Sections

Commentary

Testimony

Proposals for Economic Growth and Job Creation

Peter R. Orszag
Peter R. Orszag Vice Chairman of Investment Banking, Managing Director, and Global Co-Head of Healthcare - Lazard

February 11, 2003

Mr. Chairman, Senator Baucus, and Members of the Committee, it is an honor to appear before you to discuss proposals for economic growth and job creation. In evaluating such proposals, it is important to distinguish between the short run and the long run.

In the short run, a key economic difficulty is that the nation is not fully using the capacity it has available to produce goods and services. As one indication of unused capacity, the capacity utilization rate for December 2002 computed by the Federal Reserve Board of Governors was 75.4 percent, significantly below its average of 81.5 percent for the past three decades. Given unused capacity, the crucial step to higher economic growth in the short run is expanded aggregate demand for the goods and services that firms could produce today. In other words, higher spending would encourage firms to more fully use available resources.

In the long run, the key to economic growth is to expand the capacity of the nation to produce goods and services. The challenge is therefore much different: rather than ensuring that we are using all the capacity we have, which is a short-run issue, the long-run challenge is to boost the growth rate of that capacity over time. A primary determinant of how quickly that capacity increases is our nation¡¦s saving rate. Higher national saving is reflected in either increased domestic investment or reduced borrowing from abroad, or both. Which of these two effects predominates, in the end, is not very important; either way, Americans end up owning a larger capital stock in the future. The returns to that higher capital stock increase national income in the future. The single most important step that policy-makers could take to raise national saving is to restore long-term fiscal discipline to the Federal budget.

The different needs for the short run and the long run complicate the challenges facing policy-makers, since the appropriate policies for the short run may be exactly the opposite of the appropriate policies for the long run. For example, spurring consumption would arguably be beneficial in the short run, since it would expand the demand for goods and services. But spurring national saving would be beneficial in the long run, since it would finance expansions in capacity and the capital stock owned by Americans. The expanded capital stock in turn would raise future national income.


Task description: Please return every record exactly as written, leaving out the pictures.

Material provided:
■ ■ ■ ■ ■

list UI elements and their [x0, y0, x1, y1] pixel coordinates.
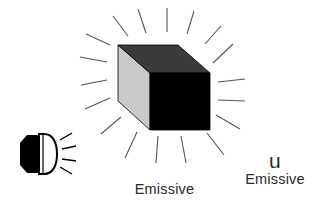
caption-emissive-right: Emissive: [236, 171, 314, 187]
glow-ray: [101, 117, 121, 134]
label-u: u: [238, 150, 312, 172]
glow-ray: [216, 115, 240, 129]
caption-emissive-center: Emissive: [112, 181, 217, 197]
lamp-ray: [62, 159, 76, 161]
glow-ray: [207, 133, 224, 155]
cube-front-face: [150, 73, 210, 130]
glow-ray: [213, 44, 233, 63]
lamp-lens: [39, 134, 57, 174]
lamp-ray: [60, 133, 72, 140]
lamp-rays: [60, 133, 76, 174]
glow-ray: [218, 100, 245, 101]
glow-ray: [113, 16, 128, 36]
glow-ray: [81, 80, 107, 85]
glow-ray: [138, 9, 146, 33]
emissive-cube: [118, 45, 210, 130]
light-source-lamp: [20, 133, 76, 174]
glow-ray: [80, 57, 107, 62]
glow-ray: [181, 136, 186, 163]
glow-ray: [85, 98, 110, 109]
glow-ray: [86, 34, 110, 45]
figure-canvas: Emissive u Emissive: [0, 0, 325, 215]
glow-ray: [187, 11, 194, 34]
glow-ray: [218, 79, 245, 82]
lamp-body: [20, 135, 39, 173]
lamp-ray: [60, 167, 72, 174]
glow-ray: [125, 132, 137, 158]
lamp-ray: [62, 146, 76, 149]
glow-ray: [205, 26, 221, 44]
glow-ray: [156, 136, 158, 163]
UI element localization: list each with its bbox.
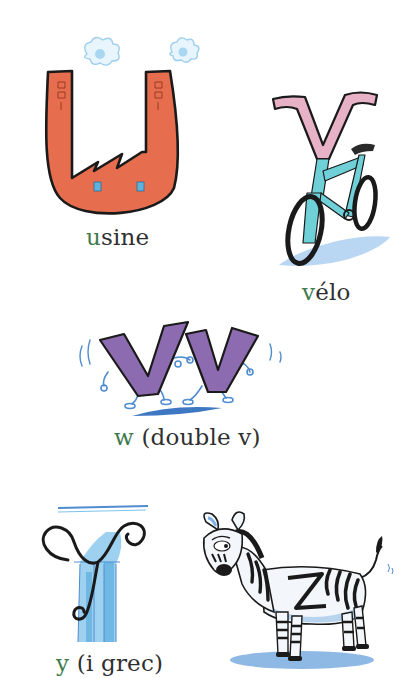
window — [137, 182, 144, 191]
bicycle-with-letter-v-handlebars-icon — [265, 85, 395, 275]
zebra-mouth — [216, 564, 232, 576]
caption-rest: élo — [315, 279, 350, 305]
two-dancing-letter-v-icon — [72, 320, 287, 422]
factory-shaped-letter-u-icon — [42, 38, 202, 223]
caption-lead-letter: y — [56, 650, 69, 676]
smoke-cloud-icon — [85, 37, 199, 65]
caption-lead-letter: u — [86, 224, 101, 250]
caption-i-grec: y (i grec) — [56, 650, 163, 676]
right-letter-v — [186, 328, 258, 392]
caption-rest: (i grec) — [69, 650, 163, 676]
caption-usine: usine — [86, 224, 149, 250]
caption-lead-letter: w — [114, 424, 134, 450]
i-grec-illustration — [28, 502, 158, 650]
velo-illustration — [265, 85, 395, 275]
double-v-illustration — [72, 320, 287, 422]
ionic-column-letter-y-icon — [28, 502, 158, 650]
caption-velo: vélo — [302, 279, 351, 305]
caption-rest: (double v) — [134, 424, 261, 450]
caption-rest: sine — [101, 224, 149, 250]
zebra-with-letter-z-icon — [192, 508, 397, 673]
window — [94, 182, 101, 191]
caption-double-v: w (double v) — [114, 424, 261, 450]
usine-illustration — [42, 38, 202, 223]
left-letter-v — [100, 322, 188, 396]
zebra-illustration — [192, 508, 397, 673]
caption-lead-letter: v — [302, 279, 315, 305]
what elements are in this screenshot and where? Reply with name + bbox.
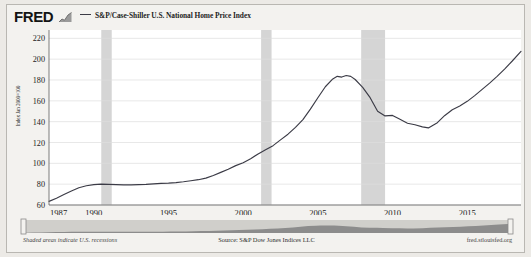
y-axis-label: Index Jan 2000=100: [15, 75, 21, 137]
fred-logo[interactable]: FRED: [14, 9, 53, 24]
y-tick-140: 140: [33, 118, 45, 127]
recession-band-2: [261, 30, 271, 205]
range-selector[interactable]: [7, 218, 526, 235]
y-tick-220: 220: [33, 34, 45, 43]
legend-line-swatch: [80, 14, 91, 15]
x-tick-2015: 2015: [459, 208, 476, 215]
chart-plot-area: Index Jan 2000=100 608010012014016018020…: [7, 25, 526, 215]
y-tick-160: 160: [33, 97, 45, 106]
left-range-handle[interactable]: [21, 219, 26, 234]
line-chart-svg: 6080100120140160180200220 19871990199520…: [7, 25, 526, 215]
y-axis-tick-labels: 6080100120140160180200220: [33, 34, 45, 210]
chart-footer: Shaded areas indicate U.S. recessions So…: [7, 236, 526, 250]
x-axis-tick-labels: 1987199019952000200520102015: [50, 208, 476, 215]
recession-band-1: [101, 30, 111, 205]
legend-label-series-1: S&P/Case-Shiller U.S. National Home Pric…: [95, 11, 251, 20]
x-tick-2000: 2000: [235, 208, 252, 215]
fred-url[interactable]: fred.stlouisfed.org: [467, 236, 512, 243]
y-tick-100: 100: [33, 159, 45, 168]
fred-chart-card: FRED S&P/Case-Shiller U.S. National Home…: [6, 4, 525, 253]
recession-band-3: [361, 30, 385, 205]
x-tick-2010: 2010: [384, 208, 401, 215]
range-selector-svg[interactable]: [7, 218, 526, 235]
y-tick-60: 60: [37, 201, 45, 210]
y-tick-120: 120: [33, 139, 45, 148]
y-tick-180: 180: [33, 76, 45, 85]
x-tick-2005: 2005: [309, 208, 326, 215]
y-tick-80: 80: [37, 180, 45, 189]
source-note: Source: S&P Dow Jones Indices LLC: [7, 236, 526, 243]
bar-chart-icon: [59, 12, 72, 23]
plot-background: [49, 30, 521, 205]
x-tick-1990: 1990: [85, 208, 102, 215]
x-tick-1995: 1995: [160, 208, 177, 215]
y-tick-200: 200: [33, 55, 45, 64]
screenshot-root: FRED S&P/Case-Shiller U.S. National Home…: [0, 0, 531, 257]
chart-legend[interactable]: S&P/Case-Shiller U.S. National Home Pric…: [80, 11, 251, 20]
right-range-handle[interactable]: [508, 219, 513, 234]
x-tick-1987: 1987: [50, 208, 68, 215]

■ ■ ■ ■ ■

Task response:
list UI elements and their [x0, y0, x1, y1] pixel coordinates.
caption-emissive-right: Emissive: [236, 171, 314, 187]
glow-ray: [101, 117, 121, 134]
label-u: u: [238, 150, 312, 172]
glow-ray: [216, 115, 240, 129]
caption-emissive-center: Emissive: [112, 181, 217, 197]
lamp-ray: [62, 159, 76, 161]
glow-ray: [207, 133, 224, 155]
cube-front-face: [150, 73, 210, 130]
glow-ray: [213, 44, 233, 63]
lamp-lens: [39, 134, 57, 174]
lamp-ray: [60, 133, 72, 140]
lamp-rays: [60, 133, 76, 174]
glow-ray: [218, 100, 245, 101]
glow-ray: [113, 16, 128, 36]
glow-ray: [81, 80, 107, 85]
glow-ray: [138, 9, 146, 33]
emissive-cube: [118, 45, 210, 130]
light-source-lamp: [20, 133, 76, 174]
glow-ray: [80, 57, 107, 62]
glow-ray: [181, 136, 186, 163]
glow-ray: [85, 98, 110, 109]
glow-ray: [86, 34, 110, 45]
figure-canvas: Emissive u Emissive: [0, 0, 325, 215]
glow-ray: [187, 11, 194, 34]
glow-ray: [218, 79, 245, 82]
lamp-body: [20, 135, 39, 173]
lamp-ray: [60, 167, 72, 174]
glow-ray: [125, 132, 137, 158]
lamp-ray: [62, 146, 76, 149]
glow-ray: [205, 26, 221, 44]
glow-ray: [156, 136, 158, 163]
UI element localization: list each with its bbox.
window — [137, 182, 144, 191]
bicycle-with-letter-v-handlebars-icon — [265, 85, 395, 275]
zebra-mouth — [216, 564, 232, 576]
caption-rest: élo — [315, 279, 350, 305]
two-dancing-letter-v-icon — [72, 320, 287, 422]
factory-shaped-letter-u-icon — [42, 38, 202, 223]
caption-lead-letter: y — [56, 650, 69, 676]
smoke-cloud-icon — [85, 37, 199, 65]
caption-lead-letter: u — [86, 224, 101, 250]
caption-i-grec: y (i grec) — [56, 650, 163, 676]
right-letter-v — [186, 328, 258, 392]
caption-rest: (i grec) — [69, 650, 163, 676]
caption-usine: usine — [86, 224, 149, 250]
caption-lead-letter: w — [114, 424, 134, 450]
i-grec-illustration — [28, 502, 158, 650]
velo-illustration — [265, 85, 395, 275]
double-v-illustration — [72, 320, 287, 422]
ionic-column-letter-y-icon — [28, 502, 158, 650]
caption-velo: vélo — [302, 279, 351, 305]
caption-rest: (double v) — [134, 424, 261, 450]
caption-rest: sine — [101, 224, 149, 250]
zebra-with-letter-z-icon — [192, 508, 397, 673]
window — [94, 182, 101, 191]
caption-double-v: w (double v) — [114, 424, 261, 450]
usine-illustration — [42, 38, 202, 223]
left-letter-v — [100, 322, 188, 396]
zebra-illustration — [192, 508, 397, 673]
caption-lead-letter: v — [302, 279, 315, 305]
what elements are in this screenshot and where? Reply with name + bbox.
y-axis-label: Index Jan 2000=100: [15, 75, 21, 137]
fred-logo[interactable]: FRED: [14, 9, 53, 24]
y-tick-140: 140: [33, 118, 45, 127]
recession-band-2: [261, 30, 271, 205]
range-selector[interactable]: [7, 218, 526, 235]
y-tick-220: 220: [33, 34, 45, 43]
legend-line-swatch: [80, 14, 91, 15]
x-tick-2015: 2015: [459, 208, 476, 215]
chart-plot-area: Index Jan 2000=100 608010012014016018020…: [7, 25, 526, 215]
y-tick-160: 160: [33, 97, 45, 106]
left-range-handle[interactable]: [21, 219, 26, 234]
line-chart-svg: 6080100120140160180200220 19871990199520…: [7, 25, 526, 215]
y-axis-tick-labels: 6080100120140160180200220: [33, 34, 45, 210]
chart-footer: Shaded areas indicate U.S. recessions So…: [7, 236, 526, 250]
x-axis-tick-labels: 1987199019952000200520102015: [50, 208, 476, 215]
recession-band-1: [101, 30, 111, 205]
legend-label-series-1: S&P/Case-Shiller U.S. National Home Pric…: [95, 11, 251, 20]
x-tick-2000: 2000: [235, 208, 252, 215]
fred-url[interactable]: fred.stlouisfed.org: [467, 236, 512, 243]
y-tick-100: 100: [33, 159, 45, 168]
fred-chart-card: FRED S&P/Case-Shiller U.S. National Home…: [6, 4, 525, 253]
recession-band-3: [361, 30, 385, 205]
x-tick-2010: 2010: [384, 208, 401, 215]
range-selector-svg[interactable]: [7, 218, 526, 235]
y-tick-60: 60: [37, 201, 45, 210]
y-tick-120: 120: [33, 139, 45, 148]
y-tick-180: 180: [33, 76, 45, 85]
x-tick-2005: 2005: [309, 208, 326, 215]
y-tick-80: 80: [37, 180, 45, 189]
source-note: Source: S&P Dow Jones Indices LLC: [7, 236, 526, 243]
bar-chart-icon: [59, 12, 72, 23]
plot-background: [49, 30, 521, 205]
x-tick-1990: 1990: [85, 208, 102, 215]
x-tick-1995: 1995: [160, 208, 177, 215]
y-tick-200: 200: [33, 55, 45, 64]
screenshot-root: FRED S&P/Case-Shiller U.S. National Home…: [0, 0, 531, 257]
chart-legend[interactable]: S&P/Case-Shiller U.S. National Home Pric…: [80, 11, 251, 20]
right-range-handle[interactable]: [508, 219, 513, 234]
x-tick-1987: 1987: [50, 208, 68, 215]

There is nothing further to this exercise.